This page features an introduction to human developmental levels, drawing from Ken Wilber’s Integral Theory.
With resources like LEVELS [1: INTRODUCTION] by hoe_math (YouTube) and Wilber’s chart, The Spectrum of Consciousness with Six Major Developmental Lines, you’re invited to explore the evolving stages of mind, spirit, and self.
Animism Today
Animism sees all things as alive and relational—rocks, trees, rivers, ancestors, even words. Spirit and matter are not opposites, but the same living pulse.
Integral Mapping
Integral Theory charts the unfolding of human consciousness—our inner states, behaviors, cultural stories, and collective systems. Growth isn’t just personal; it is woven into mind, body, culture, and spirit.
The Bridge
Together, animism and Integral Theory form a holistic map. Animism roots us in a more-than-human world that is alive and evolving. Integral Theory shows how our awareness matures across stages of development.
The Invitation
This union reframes consciousness as both psychological and sacred: every stage of growth is a relationship with the living world around us.
Embed:
Introduction to the levels of human consciousness, adapted from developmental psychology and Integral Theory. Video: LEVELS [1: INTRODUCTION] by hoe_math on YouTube — Watch here
Survival — the body’s hunger and heartbeat, life lived moment to moment.
Tribal Magic — ancestors in the firelight, stories sung to keep the dark at bay.
Impulse & Power — blood-hot will, the cry of “mine,” strength carving its place.
Law & Order — the iron cage of “should” and “must,” rules carved in stone to tame the wild.
Achievement — bright towers of progress, science, invention, gold coins stacked high.
Community — the circle of voices, hands clasped, every soul honored at the table.
Integration — the ability to see with many eyes at once, weaving opposites into a larger whole.
Holism — the earth herself breathing through us, spirit felt in root and star alike.
Unitive Mystery — where self dissolves, and all boundaries blur into a living cosmos.
Pictured:
The Spectrum of Consciousness with Six Major Developmental Lines — adapted from Ken Wilber’s Integral Theory (2000, 2006), drawing on the research of Piaget, Commons, Aurobindo, Loevinger, Cook-Greuter, Kegan, Graves, Beck, Cowan, Wade, Kohlberg, and Fowler.
What this chart shows:
This image maps out how human consciousness and meaning-making evolve through different levels, described in color-coded “tiers.” It integrates multiple research traditions (psychology, spirituality, moral development, values, cognition, and faith) into one spectrum.
The Colors (left side): Represent developmental levels, from early survival states (Infrared, Magenta, Red) through social conformity and achievement (Amber, Orange), into pluralism (Green), systemic/integral awareness (Teal, Turquoise), and ultimately transpersonal unity (Indigo, Violet, Clear Light).
The Columns: Show how these levels express themselves across six domains: cognition, self-identity, orders of consciousness, values, morals, and faith. For example, someone at the “Orange” level (Achievement/Rational) may reason formally, identify as conscientious, value progress and results, and hold moral views based on rights and contracts.
The Arrows (vertical): Indicate developmental progression — each stage transcends but includes the one before it, becoming more complex and inclusive.
The Upper Tiers: Represent rare but profound states where identity loosens or dissolves entirely, such as Intuitive Mind, Overmind, or Clear Light — pointing to mystical and unitive consciousness.
In plain terms, this chart is a map of how humans grow in their way of seeing the world — from survival, to tribe, to rules, to rational progress, to empathy and community, and beyond into spiritual wholeness.
It’s a way of showing that our inner lives evolve just like our bodies do — layer upon layer, each level carrying both gifts and pitfalls.
Each spiral is not discarded, but remembered.
We carry them all inside: the survivor, the tribe-member, the rule-keeper, the builder, the dreamer.
The work is not to climb like a ladder, but to listen to the song of each level, and let them sing in harmony.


Task brief: Go through the entries below. Copy each line in which "name" appears.

Records to use:

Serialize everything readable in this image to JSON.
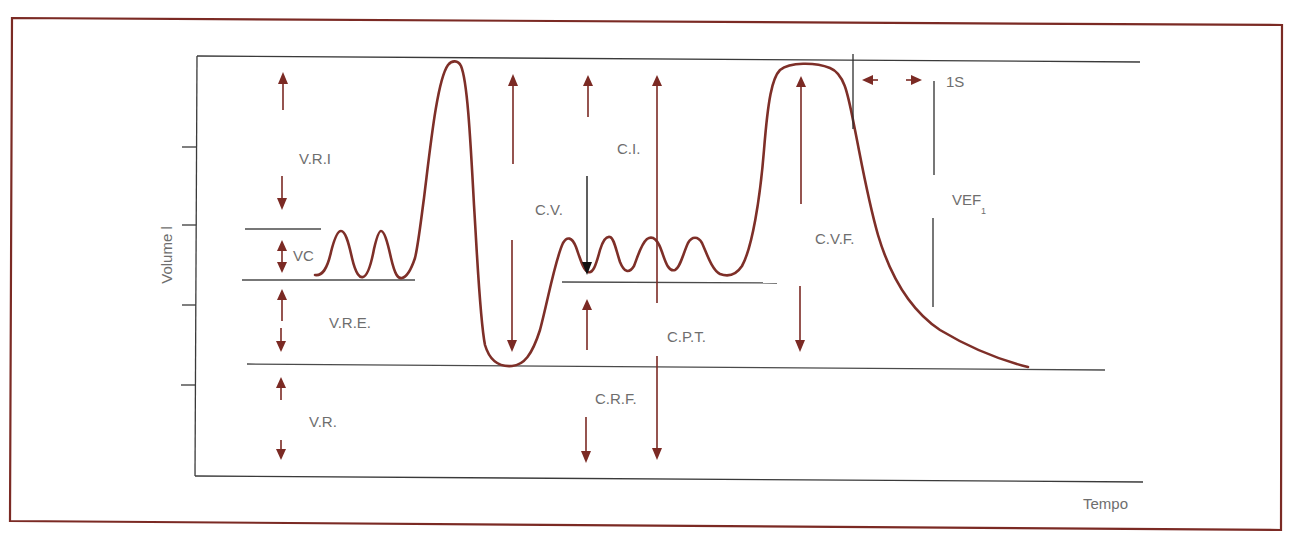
{
  "diagram": {
    "axes": {
      "y_label": "Volume l",
      "x_label": "Tempo"
    },
    "volumes": {
      "vri": "V.R.I",
      "vc": "VC",
      "vre": "V.R.E.",
      "vr": "V.R."
    },
    "capacities": {
      "cv": "C.V.",
      "ci": "C.I.",
      "cpt": "C.P.T.",
      "crf": "C.R.F.",
      "cvf": "C.V.F."
    },
    "forced": {
      "one_second": "1S",
      "vef_main": "VEF",
      "vef_sub": "1"
    },
    "colors": {
      "frame": "#7b2a24",
      "curve": "#7e2f28",
      "arrows": "#7b2a24",
      "text": "#6e6e6e",
      "lines": "#3a3a3a"
    }
  }
}
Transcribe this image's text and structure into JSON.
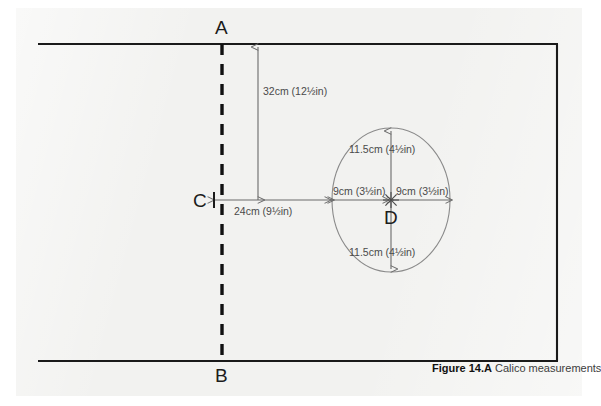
{
  "figure": {
    "caption_label": "Figure 14.A",
    "caption_text": "Calico measurements"
  },
  "points": {
    "a": "A",
    "b": "B",
    "c": "C",
    "d": "D"
  },
  "dimensions": {
    "vertical_top": "32cm (12½in)",
    "horizontal_left": "24cm (9½in)",
    "radius_left": "9cm (3½in)",
    "radius_right": "9cm (3½in)",
    "radius_up": "11.5cm (4½in)",
    "radius_down": "11.5cm (4½in)"
  },
  "colors": {
    "panel": "#f2f2f0",
    "rule": "#1a1a1a",
    "dash": "#111111",
    "dimension": "#6b6b6b",
    "ellipse": "#8a8a8a",
    "text": "#4a4a4a"
  }
}
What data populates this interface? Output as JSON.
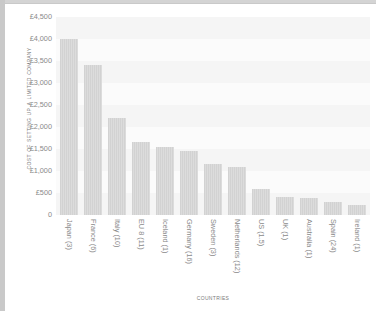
{
  "chart_data": {
    "type": "bar",
    "title": "",
    "xlabel": "Countries",
    "ylabel": "Cost of Setting up a Limited Company",
    "ylim": [
      0,
      4500
    ],
    "ytick_step": 500,
    "ytick_labels": [
      "£4,500",
      "£4,000",
      "£3,500",
      "£3,000",
      "£2,500",
      "£2,000",
      "£1,500",
      "£1,000",
      "£500",
      "0"
    ],
    "ytick_values": [
      4500,
      4000,
      3500,
      3000,
      2500,
      2000,
      1500,
      1000,
      500,
      0
    ],
    "currency_symbol": "£",
    "grid": "horizontal-bands",
    "legend": "none",
    "bar_color": "#d6d6d6",
    "categories": [
      "Japan (3)",
      "France (6)",
      "Italy (10)",
      "EU 8 (11)",
      "Iceland (1)",
      "Germany (16)",
      "Sweden (3)",
      "Netherlands (12)",
      "US (1.5)",
      "UK (1)",
      "Australia (1)",
      "Spain (24)",
      "Ireland (1)"
    ],
    "values": [
      4000,
      3400,
      2200,
      1650,
      1550,
      1450,
      1150,
      1100,
      600,
      400,
      380,
      300,
      220
    ]
  }
}
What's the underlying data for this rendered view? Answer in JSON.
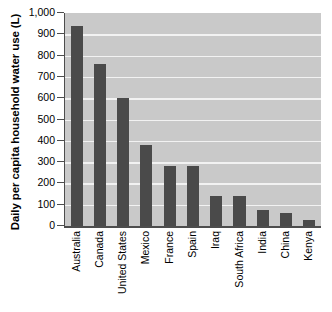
{
  "chart_data": {
    "type": "bar",
    "title": "",
    "xlabel": "",
    "ylabel": "Daily per capita household water use (L)",
    "ylim": [
      0,
      1000
    ],
    "ytick_labels": [
      "1,000",
      "900",
      "800",
      "700",
      "600",
      "500",
      "400",
      "300",
      "200",
      "100",
      "0"
    ],
    "ytick_values": [
      1000,
      900,
      800,
      700,
      600,
      500,
      400,
      300,
      200,
      100,
      0
    ],
    "grid": true,
    "legend": "none",
    "orientation": "vertical",
    "bar_color": "#4a4a4a",
    "plot_background": "#c9c9c9",
    "gridline_color": "#f2f2f2",
    "axis_color": "#4d4d4d",
    "page_background": "#ffffff",
    "xtick_rotation": 90,
    "categories": [
      "Australia",
      "Canada",
      "United States",
      "Mexico",
      "France",
      "Spain",
      "Iraq",
      "South Africa",
      "India",
      "China",
      "Kenya"
    ],
    "values": [
      940,
      760,
      600,
      380,
      280,
      280,
      140,
      140,
      75,
      60,
      30
    ]
  }
}
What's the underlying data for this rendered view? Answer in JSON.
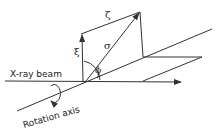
{
  "diagram": {
    "labels": {
      "beam": "X-ray beam",
      "axis": "Rotation axis",
      "zeta": "ζ",
      "xi": "ξ",
      "sigma": "σ",
      "phi": "ϕ"
    },
    "colors": {
      "line": "#333333",
      "text": "#222222",
      "background": "#ffffff"
    }
  }
}
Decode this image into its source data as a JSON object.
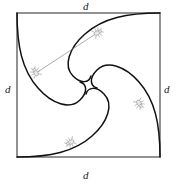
{
  "figure": {
    "labels": {
      "top": "d",
      "right": "d",
      "bottom": "d",
      "left": "d"
    },
    "colors": {
      "square_stroke": "#4a4a4a",
      "curve_stroke": "#111111",
      "sightline_stroke": "#8a8a8a",
      "bug_stroke": "#9a9a9a",
      "bug_fill": "#e8e8e8",
      "background": "#ffffff"
    },
    "square": {
      "x": 17,
      "y": 13,
      "width": 143,
      "height": 144,
      "stroke_width": 1.2
    },
    "center": {
      "x": 88.5,
      "y": 85
    },
    "bugs": [
      {
        "name": "bug-top",
        "x": 97,
        "y": 33,
        "angle": -28
      },
      {
        "name": "bug-right",
        "x": 139,
        "y": 103,
        "angle": 62
      },
      {
        "name": "bug-bottom",
        "x": 71,
        "y": 142,
        "angle": 152
      },
      {
        "name": "bug-left",
        "x": 36,
        "y": 73,
        "angle": 242
      }
    ],
    "sightline": {
      "x1": 36,
      "y1": 73,
      "x2": 97,
      "y2": 33
    },
    "curves": [
      {
        "name": "pursuit-curve-from-top-left",
        "path": "M 17 13 C 17 46 22 70 38 88 C 52 104 70 110 80 100 C 88 92 87 84 80 82"
      },
      {
        "name": "pursuit-curve-from-top-right",
        "path": "M 160 13 C 127 13 103 18 85 34 C 69 48 63 66 73 76 C 81 84 89 83 91 76"
      },
      {
        "name": "pursuit-curve-from-bottom-right",
        "path": "M 160 157 C 160 124 155 100 139 82 C 125 66 107 60 97 70 C 89 78 90 86 97 88"
      },
      {
        "name": "pursuit-curve-from-bottom-left",
        "path": "M 17 157 C 50 157 74 152 92 136 C 108 122 114 104 104 94 C 96 86 88 87 86 94"
      }
    ]
  }
}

Written answer:
        "name": "bug-top",
        "name": "bug-right",
        "name": "bug-bottom",
        "name": "bug-left",
        "name": "pursuit-curve-from-top-left",
        "name": "pursuit-curve-from-top-right",
        "name": "pursuit-curve-from-bottom-right",
        "name": "pursuit-curve-from-bottom-left",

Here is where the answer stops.